Your Security Cameras NEED an NTP Server

  • Post author:WunderTech
  • Post published:May 16, 2024
  • Post last modified:August 2, 2024
  • Post category:Surveillance
  • Reading time:4 mins read

Time is something we all take for granted, but when it comes to security cameras, having a consistent and reliable time for ALL of them is extremely important. Ultimately, you need to ensure that each camera is reporting the exact same time, always. If you don’t, you won’t be able to track what happened, at what time, and you’ll have a huge gap in your video surveillance system.

This is extremely common from natural time drift, and if each camera is drifting, you’ll be reporting drastically different times for each. I use Blue Iris for my video surveillance, and each of my security cameras point to a VM running on my Proxmox server, but you can run this on just about any Linux device and it’s extremely easy to set up. All we’re doing is configuring an NTP Server to sync time automatically, and then pointing the cameras to it.

How to Configure an NTP Server on Linux

I’ll be using Ubuntu 22.04 for this, but you can run these commands on any Debian-based Linux distro.

apt update && apt upgrade -y
apt install ntp -y

After the NTP Server is installed, we need to edit the configuration file to modify our time servers. Check for the closest time servers to you and note them down as we’ll need them when we edit this file.

nano /etc/ntp.conf

In the configuration file, paste in the time servers you’d like to use, then save the file.

NTP config file.

Restart the NTP Service and check to make sure it’s enabled.

systemctl enable ntp
systemctl status ntp
NTP service running.

If the NTP server is running properly, you can update your security cameras to all point to the same IP address and port, and then determine how frequently they should sync. In this scenario, the NTP server will automatically adjust the time and the cameras will get their time from the NTP server, so all cameras will report the same time.

camera set up to point to NTP server.

This is extremely important for video surveillance, and if I’m speaking honestly, the few seconds of potential drift from the NTP pool aren’t really what you’re protecting against. You’re protecting against one camera reporting 15 seconds faster than another, which is what this will protect against, with the benefit of always being synced to the time servers entered providing the most accurate time possible.

WunderTech

WunderTech is a website that provides tutorials and guides on various NAS, server, networking, and infrastructure-related topics. WunderTech is maintained by Frank Joseph, an IT professional with 14+ years of experience in corporate IT and application management. He focuses on sharing his experience with others on his WunderTech website and YouTube page. Frank holds a Bachelor of Science in Computer Information Systems and a master of Business Administration (MBA).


### Assignment
Give back the data in full. Leave nothing out.

[Data entries for graphics]
━━━━━━━━━━━━━━━━
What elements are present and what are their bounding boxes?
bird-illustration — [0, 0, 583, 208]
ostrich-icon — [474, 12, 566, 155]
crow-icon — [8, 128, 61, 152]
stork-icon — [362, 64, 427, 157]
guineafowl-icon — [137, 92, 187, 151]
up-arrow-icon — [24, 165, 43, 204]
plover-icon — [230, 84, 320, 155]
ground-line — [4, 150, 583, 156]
━━━━━━━━━━━━━━━━
### Solution below
What elements are present and what are their bounding boxes?
bird-illustration — [0, 0, 583, 208]
ostrich-icon — [474, 12, 566, 155]
crow-icon — [8, 128, 61, 152]
stork-icon — [362, 64, 427, 157]
guineafowl-icon — [137, 92, 187, 151]
up-arrow-icon — [24, 165, 43, 204]
plover-icon — [230, 84, 320, 155]
ground-line — [4, 150, 583, 156]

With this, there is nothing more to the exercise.